> [EXTRACTED ENTRIES]:
★ ★ ★ ★ ★
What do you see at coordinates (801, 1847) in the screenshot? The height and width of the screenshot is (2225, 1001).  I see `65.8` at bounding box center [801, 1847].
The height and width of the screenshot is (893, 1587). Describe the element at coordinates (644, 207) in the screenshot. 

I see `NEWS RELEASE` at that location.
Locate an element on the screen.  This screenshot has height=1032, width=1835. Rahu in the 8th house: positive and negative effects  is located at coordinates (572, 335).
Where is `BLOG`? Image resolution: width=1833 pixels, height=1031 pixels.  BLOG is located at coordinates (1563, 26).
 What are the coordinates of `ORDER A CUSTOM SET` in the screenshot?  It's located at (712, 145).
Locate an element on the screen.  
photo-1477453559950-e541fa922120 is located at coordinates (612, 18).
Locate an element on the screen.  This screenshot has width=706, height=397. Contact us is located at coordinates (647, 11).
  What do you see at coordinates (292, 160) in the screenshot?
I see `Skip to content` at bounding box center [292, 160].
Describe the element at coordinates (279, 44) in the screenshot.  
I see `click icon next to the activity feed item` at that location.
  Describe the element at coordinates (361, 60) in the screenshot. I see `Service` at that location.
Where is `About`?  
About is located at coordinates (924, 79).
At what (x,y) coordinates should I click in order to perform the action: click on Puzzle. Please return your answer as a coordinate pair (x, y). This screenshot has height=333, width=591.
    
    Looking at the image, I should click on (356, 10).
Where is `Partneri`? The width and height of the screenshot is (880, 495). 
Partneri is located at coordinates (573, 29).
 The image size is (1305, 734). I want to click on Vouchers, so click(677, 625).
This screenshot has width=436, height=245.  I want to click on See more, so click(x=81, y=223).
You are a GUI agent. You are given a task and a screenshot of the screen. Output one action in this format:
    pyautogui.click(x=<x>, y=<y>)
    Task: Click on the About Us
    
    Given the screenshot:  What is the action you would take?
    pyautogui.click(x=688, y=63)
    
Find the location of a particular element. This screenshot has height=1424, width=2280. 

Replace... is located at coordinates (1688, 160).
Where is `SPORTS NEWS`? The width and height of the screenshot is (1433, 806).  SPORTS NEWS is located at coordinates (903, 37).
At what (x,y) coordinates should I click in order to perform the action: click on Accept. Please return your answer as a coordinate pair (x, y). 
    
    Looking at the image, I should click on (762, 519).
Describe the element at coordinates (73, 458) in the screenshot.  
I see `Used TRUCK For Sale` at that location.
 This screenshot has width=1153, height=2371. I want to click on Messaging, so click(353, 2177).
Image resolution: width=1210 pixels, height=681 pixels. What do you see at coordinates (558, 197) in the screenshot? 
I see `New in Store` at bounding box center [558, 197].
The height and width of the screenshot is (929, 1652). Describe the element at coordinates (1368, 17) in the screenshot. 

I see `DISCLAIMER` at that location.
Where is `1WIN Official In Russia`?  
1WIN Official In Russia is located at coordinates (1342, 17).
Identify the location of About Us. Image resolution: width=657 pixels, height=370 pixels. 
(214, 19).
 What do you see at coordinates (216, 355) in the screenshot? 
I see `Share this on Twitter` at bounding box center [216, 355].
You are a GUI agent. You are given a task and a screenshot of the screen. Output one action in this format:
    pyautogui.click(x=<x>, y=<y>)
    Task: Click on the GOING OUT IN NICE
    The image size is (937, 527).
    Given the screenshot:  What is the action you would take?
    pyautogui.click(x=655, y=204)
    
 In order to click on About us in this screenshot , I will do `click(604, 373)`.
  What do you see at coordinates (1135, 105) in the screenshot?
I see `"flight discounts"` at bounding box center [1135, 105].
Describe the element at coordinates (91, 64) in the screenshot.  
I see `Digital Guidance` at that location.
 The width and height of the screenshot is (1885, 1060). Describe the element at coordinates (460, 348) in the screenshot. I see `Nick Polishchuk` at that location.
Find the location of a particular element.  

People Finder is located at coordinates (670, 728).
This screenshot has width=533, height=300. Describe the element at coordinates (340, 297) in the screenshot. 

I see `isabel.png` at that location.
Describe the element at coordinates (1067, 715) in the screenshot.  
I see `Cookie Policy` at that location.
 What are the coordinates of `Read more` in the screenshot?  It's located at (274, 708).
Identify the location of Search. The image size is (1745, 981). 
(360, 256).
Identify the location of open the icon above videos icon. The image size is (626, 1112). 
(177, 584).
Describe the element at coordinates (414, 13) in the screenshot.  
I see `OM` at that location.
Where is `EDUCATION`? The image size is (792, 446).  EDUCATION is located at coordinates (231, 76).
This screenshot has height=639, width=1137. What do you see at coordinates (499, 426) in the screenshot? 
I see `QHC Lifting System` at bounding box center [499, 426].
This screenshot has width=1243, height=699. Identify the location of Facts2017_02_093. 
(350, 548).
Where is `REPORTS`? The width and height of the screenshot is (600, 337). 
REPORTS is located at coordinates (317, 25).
★ ★ ★ ★ ★
Write out the lines of the listing from the one with "Describe the element at coordinates (414, 13)" to the very end, inclusive, exactly as they appear and with nothing added.

> [OUTPUT]:
Describe the element at coordinates (414, 13) in the screenshot.  
I see `OM` at that location.
Where is `EDUCATION`? The image size is (792, 446).  EDUCATION is located at coordinates (231, 76).
This screenshot has height=639, width=1137. What do you see at coordinates (499, 426) in the screenshot? 
I see `QHC Lifting System` at bounding box center [499, 426].
This screenshot has width=1243, height=699. Identify the location of Facts2017_02_093. 
(350, 548).
Where is `REPORTS`? The width and height of the screenshot is (600, 337). 
REPORTS is located at coordinates (317, 25).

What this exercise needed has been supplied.